General Discussion
In reply to the discussion: George W. Bush’s Great-Great-Great-Great-Grandfather Was a Slave Trader [View all]NewDeal_Dem
(1,049 posts)very angry because I've chosen to discuss the origins of the bush family's money and power.
Here's more:
The Bush Family's Slaveholding Past
A new book by Jacob Weisberg, The Bush Tragedy, mentions in passing that at one time some of the president's family owned slaves. Weisberg doesn't dwell on the links between the White House and the antebellum past except to say the Bush clan's story is a long-held "family secret."
The skeletal facts surfaced in April 2007, when an amateur historian named Robert Hughes published his research in the Illinois Times, a small paper out of Springfield. Hughes found census records showing that during the late-eighteenth and early-nineteenth centuries, in Cecil County, Maryland, five households of the Walker family, the president's ancestors via his father's mother, Dorothy Walker Bush, had been slaveholding farmers...With this, the president joins perhaps fifteen million living white Americans who trace their roots to the long-gone master class.
The tragic story of America's slave days inspires disabling levels of fear among whites and anger among blacks. Probably neither the 43rd president nor his father, the 41st, possesses the introspection needed to grasp the relationship between the Bush family's slaveholding past and its present circumstances without escaping into defensiveness. Still, President Bush has talked about slavery from several microphones, most memorably in a 2003 speech on Gorée Island, one of the "slave castles" in West Africa from which captive youth and children were dispatched to the Americas. Speechwriters likely supplied the words on that occasion when the president said, "slavery was one of the greatest crimes of history." But the words fell short of an accounting by the White House for America's role in the Middle Passage, and they came before the revelation of the Bush family's own link to the slave past.
The heirs of slaveholders are not responsible for the past; but in a better world, they would be accountable for that past. They would make an effort to deal with the slave story, talk about it, and try to come to terms with it.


*Exercise*: Repeat the records exactly, minus the pictures.

○ ○ ○ ○

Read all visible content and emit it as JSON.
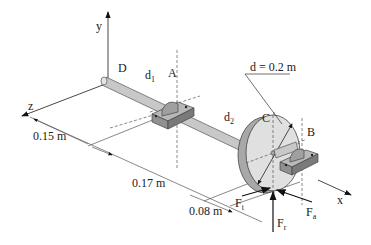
{
  "figure": {
    "axes": {
      "x": "x",
      "y": "y",
      "z": "z"
    },
    "points": {
      "D": "D",
      "A": "A",
      "B": "B",
      "C": "C"
    },
    "diameters": {
      "d1": {
        "main": "d",
        "sub": "1"
      },
      "d2": {
        "main": "d",
        "sub": "2"
      },
      "gear_diameter": "d = 0.2 m"
    },
    "dimensions": {
      "dim_DA": "0.15 m",
      "dim_AC": "0.17 m",
      "dim_CB": "0.08 m"
    },
    "forces": {
      "Ft": {
        "main": "F",
        "sub": "t"
      },
      "Fr": {
        "main": "F",
        "sub": "r"
      },
      "Fa": {
        "main": "F",
        "sub": "a"
      }
    },
    "colors": {
      "shaft": "#c8c8c8",
      "gear_face": "#e0e0e0",
      "gear_rim": "#a8a8a8",
      "bearing": "#9a9a9a",
      "line": "#333333"
    }
  }
}
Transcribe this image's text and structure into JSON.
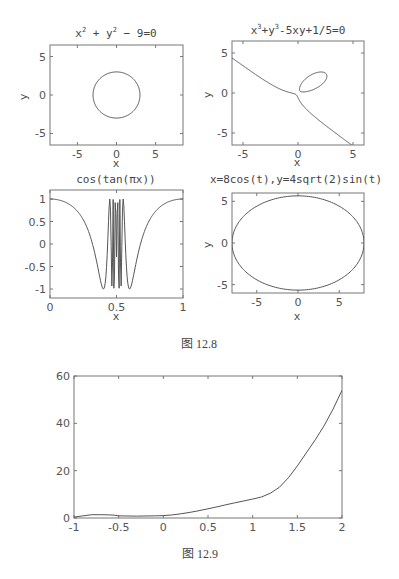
{
  "chart_data": [
    {
      "id": "implicit-circle",
      "type": "line",
      "title": "x²+y²−9=0",
      "equation": "x^2+y^2-9=0",
      "xlabel": "x",
      "ylabel": "y",
      "xlim": [
        -8.5,
        8.5
      ],
      "ylim": [
        -6.5,
        6.5
      ],
      "xticks": [
        -5,
        0,
        5
      ],
      "yticks": [
        -5,
        0,
        5
      ],
      "xtick_labels": [
        "-5",
        "0",
        "5"
      ],
      "ytick_labels": [
        "-5",
        "0",
        "5"
      ],
      "grid": false
    },
    {
      "id": "implicit-cubic",
      "type": "line",
      "title": "x³+y³−5xy+1/5=0",
      "equation": "x^3+y^3-5xy+1/5=0",
      "xlabel": "x",
      "ylabel": "y",
      "xlim": [
        -6,
        6
      ],
      "ylim": [
        -6.5,
        6.5
      ],
      "xticks": [
        -5,
        0,
        5
      ],
      "yticks": [
        -5,
        0,
        5
      ],
      "xtick_labels": [
        "-5",
        "0",
        "5"
      ],
      "ytick_labels": [
        "-5",
        "0",
        "5"
      ],
      "grid": false
    },
    {
      "id": "cos-tan",
      "type": "line",
      "title": "cos(tan(πx))",
      "equation": "cos(tan(pi*x))",
      "xlabel": "x",
      "ylabel": "",
      "xlim": [
        0,
        1
      ],
      "ylim": [
        -1.2,
        1.2
      ],
      "xticks": [
        0,
        0.5,
        1
      ],
      "yticks": [
        -1,
        -0.5,
        0,
        0.5,
        1
      ],
      "xtick_labels": [
        "0",
        "0.5",
        "1"
      ],
      "ytick_labels": [
        "-1",
        "-0.5",
        "0",
        "0.5",
        "1"
      ],
      "grid": false
    },
    {
      "id": "parametric-ellipse",
      "type": "line",
      "title": "x=8cos(t),y=4sqrt(2)sin(t)",
      "equation": "x=8cos(t), y=4sqrt(2)sin(t)",
      "xlabel": "x",
      "ylabel": "y",
      "xlim": [
        -8,
        8
      ],
      "ylim": [
        -6,
        6
      ],
      "xticks": [
        -5,
        0,
        5
      ],
      "yticks": [
        -5,
        0,
        5
      ],
      "xtick_labels": [
        "-5",
        "0",
        "5"
      ],
      "ytick_labels": [
        "-5",
        "0",
        "5"
      ],
      "grid": false
    },
    {
      "id": "growth-curve",
      "type": "line",
      "title": "",
      "xlabel": "",
      "ylabel": "",
      "xlim": [
        -1,
        2
      ],
      "ylim": [
        0,
        60
      ],
      "xticks": [
        -1,
        -0.5,
        0,
        0.5,
        1,
        1.5,
        2
      ],
      "yticks": [
        0,
        20,
        40,
        60
      ],
      "xtick_labels": [
        "-1",
        "-0.5",
        "0",
        "0.5",
        "1",
        "1.5",
        "2"
      ],
      "ytick_labels": [
        "0",
        "20",
        "40",
        "60"
      ],
      "x": [
        -1,
        -0.9,
        -0.8,
        -0.7,
        -0.6,
        -0.55,
        -0.5,
        -0.3,
        -0.1,
        0,
        0.1,
        0.2,
        0.3,
        0.4,
        0.5,
        0.6,
        0.7,
        0.8,
        0.9,
        1.0,
        1.1,
        1.2,
        1.3,
        1.4,
        1.5,
        1.6,
        1.7,
        1.8,
        1.9,
        2.0
      ],
      "y": [
        0.4,
        0.9,
        1.4,
        1.4,
        1.3,
        1.2,
        0.9,
        0.8,
        0.9,
        1.0,
        1.3,
        1.8,
        2.4,
        3.1,
        3.9,
        4.7,
        5.6,
        6.4,
        7.2,
        8.0,
        8.9,
        10.5,
        13.0,
        17.0,
        22.0,
        27.5,
        33.0,
        39.0,
        46.0,
        54.0
      ],
      "grid": false
    }
  ],
  "captions": {
    "figure_12_8": "图 12.8",
    "figure_12_9": "图 12.9"
  }
}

○ ○ ○ ○

*Your response*:
Read all visible content and emit it as JSON.
{
  "figure": {
    "axes": {
      "x": "x",
      "y": "y",
      "z": "z"
    },
    "points": {
      "D": "D",
      "A": "A",
      "B": "B",
      "C": "C"
    },
    "diameters": {
      "d1": {
        "main": "d",
        "sub": "1"
      },
      "d2": {
        "main": "d",
        "sub": "2"
      },
      "gear_diameter": "d = 0.2 m"
    },
    "dimensions": {
      "dim_DA": "0.15 m",
      "dim_AC": "0.17 m",
      "dim_CB": "0.08 m"
    },
    "forces": {
      "Ft": {
        "main": "F",
        "sub": "t"
      },
      "Fr": {
        "main": "F",
        "sub": "r"
      },
      "Fa": {
        "main": "F",
        "sub": "a"
      }
    },
    "colors": {
      "shaft": "#c8c8c8",
      "gear_face": "#e0e0e0",
      "gear_rim": "#a8a8a8",
      "bearing": "#9a9a9a",
      "line": "#333333"
    }
  }
}
Transcribe this image's text and structure into JSON.
{
  "chart_data": [
    {
      "id": "implicit-circle",
      "type": "line",
      "title": "x²+y²−9=0",
      "equation": "x^2+y^2-9=0",
      "xlabel": "x",
      "ylabel": "y",
      "xlim": [
        -8.5,
        8.5
      ],
      "ylim": [
        -6.5,
        6.5
      ],
      "xticks": [
        -5,
        0,
        5
      ],
      "yticks": [
        -5,
        0,
        5
      ],
      "xtick_labels": [
        "-5",
        "0",
        "5"
      ],
      "ytick_labels": [
        "-5",
        "0",
        "5"
      ],
      "grid": false
    },
    {
      "id": "implicit-cubic",
      "type": "line",
      "title": "x³+y³−5xy+1/5=0",
      "equation": "x^3+y^3-5xy+1/5=0",
      "xlabel": "x",
      "ylabel": "y",
      "xlim": [
        -6,
        6
      ],
      "ylim": [
        -6.5,
        6.5
      ],
      "xticks": [
        -5,
        0,
        5
      ],
      "yticks": [
        -5,
        0,
        5
      ],
      "xtick_labels": [
        "-5",
        "0",
        "5"
      ],
      "ytick_labels": [
        "-5",
        "0",
        "5"
      ],
      "grid": false
    },
    {
      "id": "cos-tan",
      "type": "line",
      "title": "cos(tan(πx))",
      "equation": "cos(tan(pi*x))",
      "xlabel": "x",
      "ylabel": "",
      "xlim": [
        0,
        1
      ],
      "ylim": [
        -1.2,
        1.2
      ],
      "xticks": [
        0,
        0.5,
        1
      ],
      "yticks": [
        -1,
        -0.5,
        0,
        0.5,
        1
      ],
      "xtick_labels": [
        "0",
        "0.5",
        "1"
      ],
      "ytick_labels": [
        "-1",
        "-0.5",
        "0",
        "0.5",
        "1"
      ],
      "grid": false
    },
    {
      "id": "parametric-ellipse",
      "type": "line",
      "title": "x=8cos(t),y=4sqrt(2)sin(t)",
      "equation": "x=8cos(t), y=4sqrt(2)sin(t)",
      "xlabel": "x",
      "ylabel": "y",
      "xlim": [
        -8,
        8
      ],
      "ylim": [
        -6,
        6
      ],
      "xticks": [
        -5,
        0,
        5
      ],
      "yticks": [
        -5,
        0,
        5
      ],
      "xtick_labels": [
        "-5",
        "0",
        "5"
      ],
      "ytick_labels": [
        "-5",
        "0",
        "5"
      ],
      "grid": false
    },
    {
      "id": "growth-curve",
      "type": "line",
      "title": "",
      "xlabel": "",
      "ylabel": "",
      "xlim": [
        -1,
        2
      ],
      "ylim": [
        0,
        60
      ],
      "xticks": [
        -1,
        -0.5,
        0,
        0.5,
        1,
        1.5,
        2
      ],
      "yticks": [
        0,
        20,
        40,
        60
      ],
      "xtick_labels": [
        "-1",
        "-0.5",
        "0",
        "0.5",
        "1",
        "1.5",
        "2"
      ],
      "ytick_labels": [
        "0",
        "20",
        "40",
        "60"
      ],
      "x": [
        -1,
        -0.9,
        -0.8,
        -0.7,
        -0.6,
        -0.55,
        -0.5,
        -0.3,
        -0.1,
        0,
        0.1,
        0.2,
        0.3,
        0.4,
        0.5,
        0.6,
        0.7,
        0.8,
        0.9,
        1.0,
        1.1,
        1.2,
        1.3,
        1.4,
        1.5,
        1.6,
        1.7,
        1.8,
        1.9,
        2.0
      ],
      "y": [
        0.4,
        0.9,
        1.4,
        1.4,
        1.3,
        1.2,
        0.9,
        0.8,
        0.9,
        1.0,
        1.3,
        1.8,
        2.4,
        3.1,
        3.9,
        4.7,
        5.6,
        6.4,
        7.2,
        8.0,
        8.9,
        10.5,
        13.0,
        17.0,
        22.0,
        27.5,
        33.0,
        39.0,
        46.0,
        54.0
      ],
      "grid": false
    }
  ],
  "captions": {
    "figure_12_8": "图 12.8",
    "figure_12_9": "图 12.9"
  }
}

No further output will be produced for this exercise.